Ultra-sensitive detection schemes at microwave frequencies play a central role in quantum computing and quantum sensing.
In many applications, the need to read a large array of devices (e.g. qubits, detectors, and cavities) calls for large-bandwidth amplifiers with the lowest possible noise.
A leading proposal for achieving broadband bandwidth and noise at the standard quantum limit is through the use of a traveling wave parametric amplifier (TWPA) such as the Josephson JTWPA or a kinetic inductance KI-TWPA.
KI-TWPAs, the focus of this project, offer several key advantages, including high dynamic range, resilience to high magnetic fields, the possibility of operation over a broad temperature range (from millikelvin to 4 K), and simple microfabrication, requiring only a few lithography and etching steps, without overlapping structures.
KI-TWPAs achieve amplification through wave-mixing processes induced by the film’s intrinsic nonlinear superconducting kinetic inductance.
When a strong pump current propagates with a weak signal current along a line, energy is transferred from the pump to the signal, achieving parametric amplification.
Despite these promising results, the developed device still requires a relatively high pump power to reach maximum gain.
The pump must be isolated from the device under test by components that unavoidably insert loss, thereby degrading the noise performance of the chain.
An amplifier functioning with lower pump power may necessitate fewer of these isolating components and may improve read-out performance.
One solution to overcome this problem is to use thinner superconducting films. In fact, decreasing the thickness of the film increases both the kinetic inductance and the inductive non-linearity.
In the first two years of the project, we developed the KI-TWPA amplifier, utilizing high kinetic inductance and featuring an innovative geometry based on an inverted microstrip transmission line.
In the final year of the project we refined the KI-TWPA amplifier design developed in the firt two years. The amplifier exhibited performance improvements over the amplifiers developed during the first two years, achieving higher gain, broader bandwidth, and noise levels at the Standard Quantum Limit (SQL).
The developed amplifier was utilized to read out an array of eight qubits, created under a separate project, achieving a maximum improvement in the qubit state measurement signal-to-noise ratio (SNR) and in readout fidelity.
Such advancements are crucial for the development of reliable quantum computing systems, which have the potential to revolutionize society by enabling breakthroughs in fields like cryptography, material science, drug discovery, and complex system optimization.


[What to do]: Please copy each line of the records below that holds the word "data".
##############################
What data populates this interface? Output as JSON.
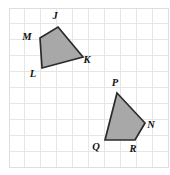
{
  "figure": {
    "background_color": "#ffffff",
    "grid": {
      "color": "#e3e3e3",
      "border_color": "#dedede",
      "origin_x": 9,
      "origin_y": 8,
      "cell_size": 15.9,
      "columns": 10,
      "rows": 10
    },
    "shape_fill_color": "#a8a8a8",
    "shape_stroke_color": "#2b2b2b",
    "polygons": [
      {
        "id": "quadrilateral-jklm",
        "name": "JKLM",
        "fill": "#a8a8a8",
        "points": "58,27 83,57 42,68 40,38",
        "vertices": [
          {
            "label": "J",
            "x": 58,
            "y": 27,
            "label_x": 55,
            "label_y": 17
          },
          {
            "label": "K",
            "x": 83,
            "y": 57,
            "label_x": 87,
            "label_y": 61
          },
          {
            "label": "L",
            "x": 42,
            "y": 68,
            "label_x": 33,
            "label_y": 75
          },
          {
            "label": "M",
            "x": 40,
            "y": 38,
            "label_x": 27,
            "label_y": 38
          }
        ]
      },
      {
        "id": "quadrilateral-pnrq",
        "name": "PNRQ",
        "fill": "#a8a8a8",
        "points": "117,93 145,123 135,140 105,140",
        "vertices": [
          {
            "label": "P",
            "x": 117,
            "y": 93,
            "label_x": 115,
            "label_y": 84
          },
          {
            "label": "N",
            "x": 145,
            "y": 123,
            "label_x": 151,
            "label_y": 126
          },
          {
            "label": "R",
            "x": 135,
            "y": 140,
            "label_x": 133,
            "label_y": 150
          },
          {
            "label": "Q",
            "x": 105,
            "y": 140,
            "label_x": 96,
            "label_y": 148
          }
        ]
      }
    ],
    "labels": [
      {
        "text": "J"
      },
      {
        "text": "K"
      },
      {
        "text": "L"
      },
      {
        "text": "M"
      },
      {
        "text": "P"
      },
      {
        "text": "N"
      },
      {
        "text": "R"
      },
      {
        "text": "Q"
      }
    ]
  }
}
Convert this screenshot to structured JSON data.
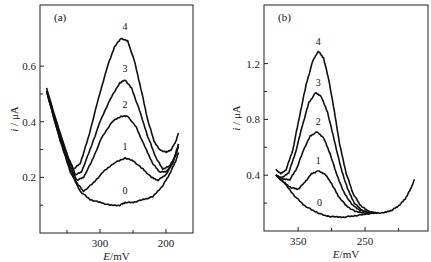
##############################
[Reply]:
What data populates this interface? Output as JSON.
Convert this screenshot to structured JSON data.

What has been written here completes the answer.